Study touts benefits of Mon-Fayette Expressway extension
A transportation research group projected in a report it issued Tuesday that a proposed 13-mile extension of the Mon-Fayette Expressway will cut down on travel times in the Mon Valley corridor while boosting economic development.
Washington, D.C.-based TRIP, a national transportation nonprofit, said in the report the additional toll road through part of Allegheny County – which would cost an estimated $1.7 billion – would add thousands of new jobs in a corridor still reeling from the collapse of the steel industry.
Under the latest version of plans, the expressway would join Route 51 in Jefferson Hills with the Parkway East in Monroeville. This proposal replaces a previous, more ambitious plan that included a west leg running from Duquesne to the Parkway East in the Oakland neighborhood of Pittsburgh.
The project would form the last leg of the Mon-Fayette Expressway, which starts at Interstate 68 in West Virginia. A portion of the existing expressway, administered by the state Turnpike Commission, is in eastern Washington County. It ends to the north in Jefferson Hills, Allegheny County.
TRIP also examined a separate, $100 million proposal to extend the East Busway in Allegheny County by an additional 2.8 miles so it would end in East Pittsburgh. Together, the group projected the busway and completed expressway would result in 20,880 new long-term jobs, with 19,720 of those coming from the expressway extension.
“The expressway extension would increase access and mobility in the economically distressed Mon Valley, including industrial brownfield sites in Duquesne, McKeesport and Keystone Commons in East Pittsburgh, resulting in increased economic development opportunities in the corridor,” the report stated.
The proposal isn’t without its skeptics.
“There are significant long-term risks and disruptions to homes and businesses to weigh when considering this massive infrastructure project. The public has yet to be convinced that the Mon-Fayette Expressway is a sound investment and not, as many say, ‘a road to nowhere,'” said Larry Schweiger, president and chief executive officer of Citizens for Pennsylvania’s Future, or PennFuture, in an emailed statement. “We’re waiting on the final environmental assessment – this latest report isn’t enough to address existing concerns.”
The plans for the toll road include interchanges in Dravosburg, Duquesne and Turtle Creek.
According to a table in the report, the project would shave the 30-minute travel time for drivers going from Duquesne to the Monroeville Convention Center, in the suburb’s main business district, from 30 minutes to 10.
“It essentially reduces the travel time between Duquesne and Monroeville by half,” said Joe Kirk, an advocate for the project. “More than that.”
The former executive director of the Mon Valley Progress Council – which consolidated with another nonprofit this year to form the Mon Valley Alliance – has touted the completion of the Mon-Fayette Extension as a way to bring jobs to the region.
He said the project will “address a long-term deficiency in highway access in the Mon Valley that has severely limited its economic revovery.”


Return, word for word, only the lines from the one containing "retrieve *christmas tree* bounding box." through the last line of the entries.
[Opening LISTED ENTRIES section]
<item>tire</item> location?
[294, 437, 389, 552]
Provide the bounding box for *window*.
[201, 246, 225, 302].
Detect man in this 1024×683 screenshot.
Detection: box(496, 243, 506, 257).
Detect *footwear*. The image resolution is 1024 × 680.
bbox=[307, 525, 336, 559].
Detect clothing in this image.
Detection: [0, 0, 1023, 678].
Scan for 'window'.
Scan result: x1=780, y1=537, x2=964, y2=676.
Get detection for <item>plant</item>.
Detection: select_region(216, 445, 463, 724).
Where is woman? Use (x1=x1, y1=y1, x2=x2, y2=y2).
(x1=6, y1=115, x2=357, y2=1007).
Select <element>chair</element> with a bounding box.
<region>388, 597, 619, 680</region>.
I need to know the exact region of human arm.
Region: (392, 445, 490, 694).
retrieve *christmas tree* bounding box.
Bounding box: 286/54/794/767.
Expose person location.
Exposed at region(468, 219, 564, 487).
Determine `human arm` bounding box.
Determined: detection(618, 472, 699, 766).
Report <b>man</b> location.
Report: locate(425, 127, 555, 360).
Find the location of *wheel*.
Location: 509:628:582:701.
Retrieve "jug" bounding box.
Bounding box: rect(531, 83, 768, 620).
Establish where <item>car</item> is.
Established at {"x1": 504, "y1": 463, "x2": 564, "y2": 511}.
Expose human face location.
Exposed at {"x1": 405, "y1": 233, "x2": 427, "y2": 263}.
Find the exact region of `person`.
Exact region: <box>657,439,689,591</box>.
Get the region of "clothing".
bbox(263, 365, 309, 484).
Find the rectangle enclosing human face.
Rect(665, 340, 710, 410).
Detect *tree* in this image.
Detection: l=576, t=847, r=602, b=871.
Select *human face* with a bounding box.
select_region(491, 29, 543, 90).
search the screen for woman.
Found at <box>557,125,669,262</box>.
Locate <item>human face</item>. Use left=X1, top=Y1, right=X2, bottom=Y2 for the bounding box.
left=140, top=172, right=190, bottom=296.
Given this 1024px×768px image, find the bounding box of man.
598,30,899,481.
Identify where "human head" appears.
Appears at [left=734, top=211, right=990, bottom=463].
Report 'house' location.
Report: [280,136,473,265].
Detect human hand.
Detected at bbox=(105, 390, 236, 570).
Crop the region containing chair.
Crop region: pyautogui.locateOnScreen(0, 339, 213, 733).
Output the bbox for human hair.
[Closing LISTED ENTRIES section]
ANSWER TO THIS TASK:
retrieve *christmas tree* bounding box.
Bounding box: 286/54/794/767.
Expose person location.
Exposed at region(468, 219, 564, 487).
Determine `human arm` bounding box.
Determined: detection(618, 472, 699, 766).
Report <b>man</b> location.
Report: locate(425, 127, 555, 360).
Find the location of *wheel*.
Location: 509:628:582:701.
Retrieve "jug" bounding box.
Bounding box: rect(531, 83, 768, 620).
Establish where <item>car</item> is.
Established at {"x1": 504, "y1": 463, "x2": 564, "y2": 511}.
Expose human face location.
Exposed at {"x1": 405, "y1": 233, "x2": 427, "y2": 263}.
Find the exact region of `person`.
Exact region: <box>657,439,689,591</box>.
Get the region of "clothing".
bbox(263, 365, 309, 484).
Find the rectangle enclosing human face.
Rect(665, 340, 710, 410).
Detect *tree* in this image.
Detection: l=576, t=847, r=602, b=871.
Select *human face* with a bounding box.
select_region(491, 29, 543, 90).
search the screen for woman.
Found at <box>557,125,669,262</box>.
Locate <item>human face</item>. Use left=X1, top=Y1, right=X2, bottom=Y2 for the bounding box.
left=140, top=172, right=190, bottom=296.
Given this 1024px×768px image, find the bounding box of man.
598,30,899,481.
Identify where "human head" appears.
Appears at [left=734, top=211, right=990, bottom=463].
Report 'house' location.
Report: [280,136,473,265].
Detect human hand.
Detected at bbox=(105, 390, 236, 570).
Crop the region containing chair.
Crop region: pyautogui.locateOnScreen(0, 339, 213, 733).
Output the bbox for human hair.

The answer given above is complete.